Show the user the URL with a one-liner about what they can do with it (open on a phone, send to testers, etc.). Note that iOS install pages need the device's UDID to be in a provisioning profile that signed the build — if the build is dev-signed, only registered devices can install. Mention this if the platform is iOS.

If you cannot find a URL in the response, say so plainly: "I created the artifact and enabled the public page, but I can't find the URL in the API response. You can find it in the Bitrise web UI under Release Management → → Releases." Don't make one up.
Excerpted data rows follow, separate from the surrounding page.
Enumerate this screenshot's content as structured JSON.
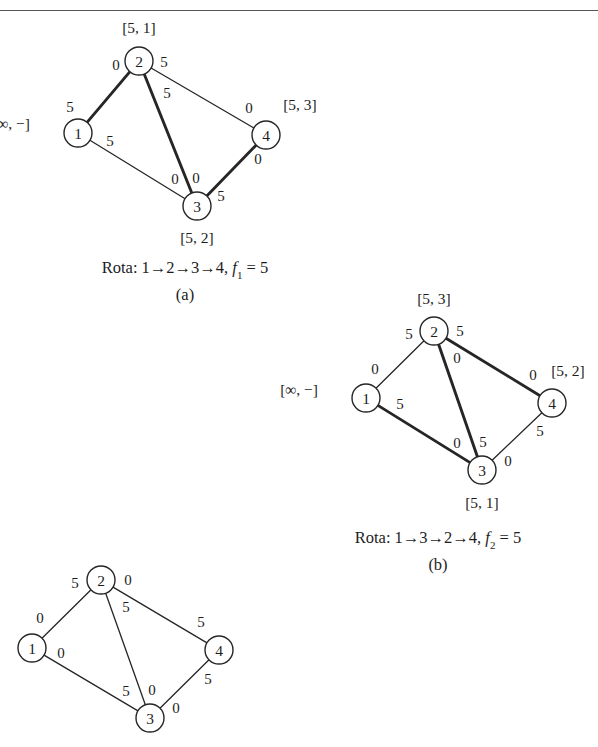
{
  "page": {
    "header_rule_present": true,
    "header_ghost_text": "",
    "background": "#ffffff",
    "ink": "#1d1d1d"
  },
  "figure": {
    "type": "flow-network-labeling-diagram",
    "panels": [
      {
        "id": "a",
        "letter": "(a)",
        "caption": "Rota: 1→2→3→4,",
        "caption_flow_var": "f",
        "caption_flow_sub": "1",
        "caption_flow_eq": "= 5",
        "nodes": [
          {
            "id": "1",
            "label": "1",
            "x": 78,
            "y": 133,
            "tag": "[∞, −]",
            "tag_x": 30,
            "tag_y": 124,
            "tag_align": "right"
          },
          {
            "id": "2",
            "label": "2",
            "x": 139,
            "y": 61,
            "tag": "[5, 1]",
            "tag_x": 139,
            "tag_y": 28,
            "tag_align": "center"
          },
          {
            "id": "3",
            "label": "3",
            "x": 197,
            "y": 206,
            "tag": "[5, 2]",
            "tag_x": 197,
            "tag_y": 238,
            "tag_align": "center"
          },
          {
            "id": "4",
            "label": "4",
            "x": 266,
            "y": 135,
            "tag": "[5, 3]",
            "tag_x": 300,
            "tag_y": 105,
            "tag_align": "center"
          }
        ],
        "edges": [
          {
            "from": "1",
            "to": "2",
            "bold": true,
            "w_from": "5",
            "w_from_x": 70,
            "w_from_y": 107,
            "w_to": "0",
            "w_to_x": 116,
            "w_to_y": 65
          },
          {
            "from": "2",
            "to": "3",
            "bold": true,
            "w_from": "5",
            "w_from_x": 167,
            "w_from_y": 93,
            "w_to": "0",
            "w_to_x": 196,
            "w_to_y": 178
          },
          {
            "from": "1",
            "to": "3",
            "bold": false,
            "w_from": "5",
            "w_from_x": 110,
            "w_from_y": 141,
            "w_to": "0",
            "w_to_x": 175,
            "w_to_y": 179
          },
          {
            "from": "2",
            "to": "4",
            "bold": false,
            "w_from": "5",
            "w_from_x": 164,
            "w_from_y": 62,
            "w_to": "0",
            "w_to_x": 249,
            "w_to_y": 108
          },
          {
            "from": "3",
            "to": "4",
            "bold": true,
            "w_from": "5",
            "w_from_x": 221,
            "w_from_y": 196,
            "w_to": "0",
            "w_to_x": 258,
            "w_to_y": 159
          }
        ]
      },
      {
        "id": "b",
        "letter": "(b)",
        "caption": "Rota: 1→3→2→4,",
        "caption_flow_var": "f",
        "caption_flow_sub": "2",
        "caption_flow_eq": "= 5",
        "nodes": [
          {
            "id": "1",
            "label": "1",
            "x": 366,
            "y": 398,
            "tag": "[∞, −]",
            "tag_x": 318,
            "tag_y": 390,
            "tag_align": "right"
          },
          {
            "id": "2",
            "label": "2",
            "x": 434,
            "y": 331,
            "tag": "[5, 3]",
            "tag_x": 434,
            "tag_y": 299,
            "tag_align": "center"
          },
          {
            "id": "3",
            "label": "3",
            "x": 482,
            "y": 470,
            "tag": "[5, 1]",
            "tag_x": 482,
            "tag_y": 503,
            "tag_align": "center"
          },
          {
            "id": "4",
            "label": "4",
            "x": 552,
            "y": 403,
            "tag": "[5, 2]",
            "tag_x": 568,
            "tag_y": 371,
            "tag_align": "center"
          }
        ],
        "edges": [
          {
            "from": "1",
            "to": "2",
            "bold": false,
            "w_from": "0",
            "w_from_x": 375,
            "w_from_y": 369,
            "w_to": "5",
            "w_to_x": 409,
            "w_to_y": 334
          },
          {
            "from": "2",
            "to": "3",
            "bold": true,
            "w_from": "0",
            "w_from_x": 457,
            "w_from_y": 358,
            "w_to": "5",
            "w_to_x": 483,
            "w_to_y": 442
          },
          {
            "from": "1",
            "to": "3",
            "bold": true,
            "w_from": "5",
            "w_from_x": 400,
            "w_from_y": 404,
            "w_to": "0",
            "w_to_x": 457,
            "w_to_y": 443
          },
          {
            "from": "2",
            "to": "4",
            "bold": true,
            "w_from": "5",
            "w_from_x": 460,
            "w_from_y": 331,
            "w_to": "0",
            "w_to_x": 533,
            "w_to_y": 375
          },
          {
            "from": "3",
            "to": "4",
            "bold": false,
            "w_from": "0",
            "w_from_x": 508,
            "w_from_y": 461,
            "w_to": "5",
            "w_to_x": 540,
            "w_to_y": 431
          }
        ]
      },
      {
        "id": "c",
        "letter": "",
        "caption": "",
        "caption_flow_var": "",
        "caption_flow_sub": "",
        "caption_flow_eq": "",
        "nodes": [
          {
            "id": "1",
            "label": "1",
            "x": 32,
            "y": 648,
            "tag": "",
            "tag_x": 0,
            "tag_y": 0,
            "tag_align": "right"
          },
          {
            "id": "2",
            "label": "2",
            "x": 101,
            "y": 580,
            "tag": "",
            "tag_x": 0,
            "tag_y": 0,
            "tag_align": "center"
          },
          {
            "id": "3",
            "label": "3",
            "x": 150,
            "y": 718,
            "tag": "",
            "tag_x": 0,
            "tag_y": 0,
            "tag_align": "center"
          },
          {
            "id": "4",
            "label": "4",
            "x": 219,
            "y": 650,
            "tag": "",
            "tag_x": 0,
            "tag_y": 0,
            "tag_align": "center"
          }
        ],
        "edges": [
          {
            "from": "1",
            "to": "2",
            "bold": false,
            "w_from": "0",
            "w_from_x": 40,
            "w_from_y": 618,
            "w_to": "5",
            "w_to_x": 75,
            "w_to_y": 583
          },
          {
            "from": "2",
            "to": "3",
            "bold": false,
            "w_from": "5",
            "w_from_x": 126,
            "w_from_y": 607,
            "w_to": "0",
            "w_to_x": 152,
            "w_to_y": 690
          },
          {
            "from": "1",
            "to": "3",
            "bold": false,
            "w_from": "0",
            "w_from_x": 61,
            "w_from_y": 653,
            "w_to": "5",
            "w_to_x": 126,
            "w_to_y": 691
          },
          {
            "from": "2",
            "to": "4",
            "bold": false,
            "w_from": "0",
            "w_from_x": 128,
            "w_from_y": 580,
            "w_to": "5",
            "w_to_x": 201,
            "w_to_y": 622
          },
          {
            "from": "3",
            "to": "4",
            "bold": false,
            "w_from": "0",
            "w_from_x": 176,
            "w_from_y": 708,
            "w_to": "5",
            "w_to_x": 208,
            "w_to_y": 679
          }
        ]
      }
    ],
    "captions": [
      {
        "panel": "a",
        "x": 185,
        "y": 258,
        "letter_x": 185,
        "letter_y": 285
      },
      {
        "panel": "b",
        "x": 438,
        "y": 528,
        "letter_x": 438,
        "letter_y": 555
      }
    ],
    "style": {
      "node_radius": 14,
      "stroke_thin": 1.3,
      "stroke_bold": 2.9,
      "stroke_node": 1.4,
      "stroke_color": "#262626",
      "node_fill": "#ffffff"
    }
  }
}
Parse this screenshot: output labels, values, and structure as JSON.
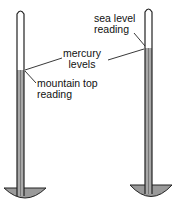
{
  "labels": {
    "sea_level": [
      "sea level",
      "reading"
    ],
    "mercury": [
      "mercury",
      "levels"
    ],
    "mountain_top": [
      "mountain top",
      "reading"
    ]
  },
  "colors": {
    "mercury": "#a8a8a8",
    "outline": "#222222",
    "dish": "#9a9a9a"
  },
  "barometers": [
    {
      "name": "mountain top",
      "mercury_top_y": 70
    },
    {
      "name": "sea level",
      "mercury_top_y": 48
    }
  ]
}
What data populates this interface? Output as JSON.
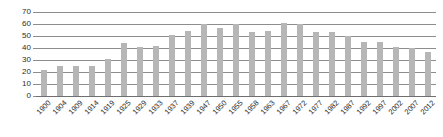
{
  "chart_data": {
    "type": "bar",
    "title": "",
    "subtitle": "",
    "xlabel": "",
    "ylabel": "",
    "ylim": [
      0,
      70
    ],
    "xlim": null,
    "grid": true,
    "legend": false,
    "legend_position": "none",
    "bar_color": "#b6b6b6",
    "gridline_color": "#8d8d8d",
    "axis_text_color": "#2b2b2b",
    "y_ticks": [
      0,
      10,
      20,
      30,
      40,
      50,
      60,
      70
    ],
    "y_tick_labels": [
      "0",
      "10",
      "20",
      "30",
      "40",
      "50",
      "60",
      "70"
    ],
    "categories": [
      "1900",
      "1904",
      "1909",
      "1914",
      "1919",
      "1925",
      "1929",
      "1933",
      "1937",
      "1939",
      "1947",
      "1950",
      "1955",
      "1958",
      "1963",
      "1967",
      "1972",
      "1977",
      "1982",
      "1987",
      "1992",
      "1997",
      "2002",
      "2007",
      "2012"
    ],
    "values": [
      22,
      25,
      25,
      25,
      31,
      44,
      41,
      42,
      51,
      54,
      60,
      57,
      60,
      53,
      54,
      61,
      60,
      53,
      53,
      50,
      45,
      45,
      41,
      40,
      37
    ],
    "annotations": []
  }
}
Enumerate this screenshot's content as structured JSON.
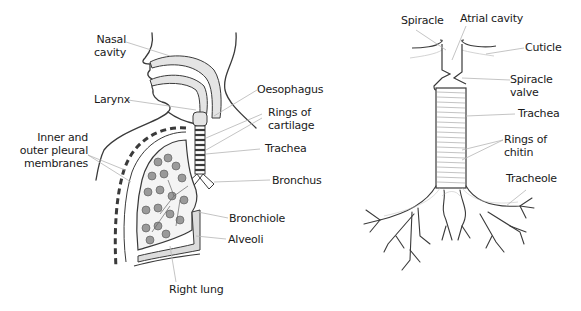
{
  "human_respiratory_system": {
    "labels": {
      "nasal_cavity": [
        "Nasal",
        "cavity"
      ],
      "larynx": "Larynx",
      "pleural_membranes": [
        "Inner and",
        "outer pleural",
        "membranes"
      ],
      "oesophagus": "Oesophagus",
      "rings_of_cartilage": [
        "Rings of",
        "cartilage"
      ],
      "trachea": "Trachea",
      "bronchus": "Bronchus",
      "bronchiole": "Bronchiole",
      "alveoli": "Alveoli",
      "right_lung": "Right lung"
    }
  },
  "insect_tracheal_system": {
    "labels": {
      "spiracle": "Spiracle",
      "atrial_cavity": "Atrial cavity",
      "cuticle": "Cuticle",
      "spiracle_valve": [
        "Spiracle",
        "valve"
      ],
      "trachea": "Trachea",
      "rings_of_chitin": [
        "Rings of",
        "chitin"
      ],
      "tracheole": "Tracheole"
    }
  },
  "colors": {
    "line": "#3a3a3a",
    "leader": "#b5b5b5",
    "fill_light": "#e4e4e4",
    "alveoli_fill": "#9a9a9a"
  }
}
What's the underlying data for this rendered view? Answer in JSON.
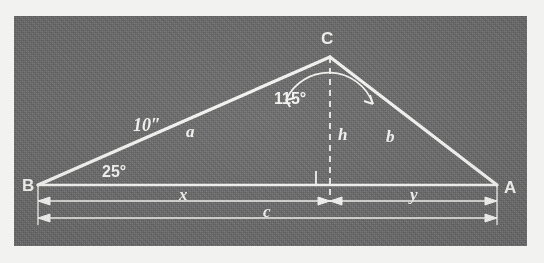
{
  "figure": {
    "kind": "geometry-diagram",
    "background_color": "#6b6b6b",
    "ink_color": "#f4f4f2",
    "page_color": "#f2f2f0",
    "vertices": {
      "B": {
        "label": "B",
        "x": 38,
        "y": 185
      },
      "A": {
        "label": "A",
        "x": 497,
        "y": 185
      },
      "C": {
        "label": "C",
        "x": 330,
        "y": 57
      },
      "foot": {
        "label": "",
        "x": 330,
        "y": 185
      }
    },
    "sides": [
      {
        "name": "side-a",
        "label": "a",
        "from": "B",
        "to": "C",
        "label_x": 191,
        "label_y": 129
      },
      {
        "name": "side-b",
        "label": "b",
        "from": "C",
        "to": "A",
        "label_x": 391,
        "label_y": 135
      },
      {
        "name": "side-c",
        "label": "c",
        "from": "B",
        "to": "A",
        "label_x": 268,
        "label_y": 221
      }
    ],
    "measures": [
      {
        "name": "side-a-length",
        "label": "10″",
        "x": 150,
        "y": 124
      },
      {
        "name": "angle-B",
        "label": "25°",
        "x": 119,
        "y": 171
      },
      {
        "name": "angle-C",
        "label": "115°",
        "x": 300,
        "y": 96
      }
    ],
    "altitude": {
      "name": "altitude-h",
      "label": "h",
      "label_x": 341,
      "label_y": 138,
      "style": "dashed"
    },
    "right_angle": {
      "name": "right-angle-marker",
      "x": 312,
      "y": 167,
      "size": 14
    },
    "dimensions": [
      {
        "name": "dimension-x",
        "label": "x",
        "from_x": 38,
        "to_x": 330,
        "y": 201,
        "label_x": 184,
        "label_y": 199
      },
      {
        "name": "dimension-y",
        "label": "y",
        "from_x": 330,
        "to_x": 497,
        "y": 201,
        "label_x": 414,
        "label_y": 199
      },
      {
        "name": "dimension-c",
        "label": "c",
        "from_x": 38,
        "to_x": 497,
        "y": 218,
        "label_x": 268,
        "label_y": 216
      }
    ]
  }
}
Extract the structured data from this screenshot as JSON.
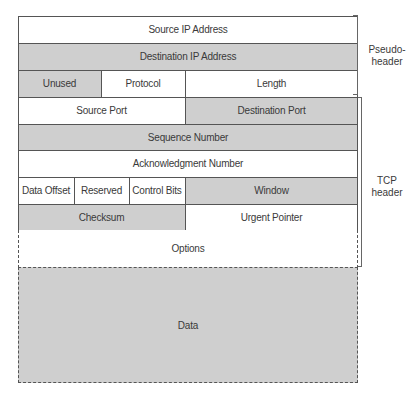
{
  "diagram": {
    "rows": [
      {
        "fields": [
          {
            "label": "Source IP Address",
            "shade": "white"
          }
        ]
      },
      {
        "fields": [
          {
            "label": "Destination IP Address",
            "shade": "gray"
          }
        ]
      },
      {
        "fields": [
          {
            "label": "Unused",
            "shade": "gray"
          },
          {
            "label": "Protocol",
            "shade": "white"
          },
          {
            "label": "Length",
            "shade": "white"
          }
        ]
      },
      {
        "fields": [
          {
            "label": "Source Port",
            "shade": "white"
          },
          {
            "label": "Destination Port",
            "shade": "gray"
          }
        ]
      },
      {
        "fields": [
          {
            "label": "Sequence Number",
            "shade": "gray"
          }
        ]
      },
      {
        "fields": [
          {
            "label": "Acknowledgment Number",
            "shade": "white"
          }
        ]
      },
      {
        "fields": [
          {
            "label": "Data Offset",
            "shade": "white"
          },
          {
            "label": "Reserved",
            "shade": "white"
          },
          {
            "label": "Control Bits",
            "shade": "white"
          },
          {
            "label": "Window",
            "shade": "gray"
          }
        ]
      },
      {
        "fields": [
          {
            "label": "Checksum",
            "shade": "gray"
          },
          {
            "label": "Urgent Pointer",
            "shade": "white"
          }
        ]
      },
      {
        "fields": [
          {
            "label": "Options",
            "shade": "white",
            "border": "dashed"
          }
        ]
      },
      {
        "fields": [
          {
            "label": "Data",
            "shade": "gray",
            "border": "dashed"
          }
        ]
      }
    ],
    "brackets": [
      {
        "label_line1": "Pseudo-",
        "label_line2": "header",
        "spans_rows": "1-3"
      },
      {
        "label_line1": "TCP",
        "label_line2": "header",
        "spans_rows": "4-9"
      }
    ],
    "colors": {
      "gray_fill": "#cfcfcf",
      "white_fill": "#ffffff",
      "line": "#555555"
    }
  }
}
9. (Optional) Add tester groups

If the user wants to notify a group of testers rather than (or in addition to) sharing a public link:

  • get_potential_testers to see who's available in the workspace
  • create_tester_group with name + member slugs
  • add_testers_to_tester_group if more need to be added later
  • notify_tester_group to send the email

Skip this entirely for the public-link-only flow.

Things to watch out for

  • Manual vs. store-connected apps. For a prospect with no App Store / Play credentials yet, always pass manual_connection: true and store_app_name. Don't try to fetch credentials they don't have.
  • The public install page URL is not documented. Read the actual response from list_installable_artifacts. If you guess the field name and the SDK changes the shape, the user gets a 404 link.
  • iOS install pages and UDIDs. A development-signed IPA can only be installed on devices listed in the provisioning profile. For broader distribution, the user needs an enterprise distribution profile or Ad-Hoc with the right UDIDs. Surface this constraint when handing the link over for iOS.
  • Don't paste PATs or signed URLs into chat. The presigned upload URL contains a signature; treat it as short-lived secret. Use it once via shell, then drop it.
  • installable_artifact_id is client-generated. Don't reuse one across artifacts; each upload needs its own UUIDv4.
  • Role check failures on the public-page enable call. Tool description explicitly warns about this. If the user doesn't have the role, escalate to the workspace admin — don't try to retry.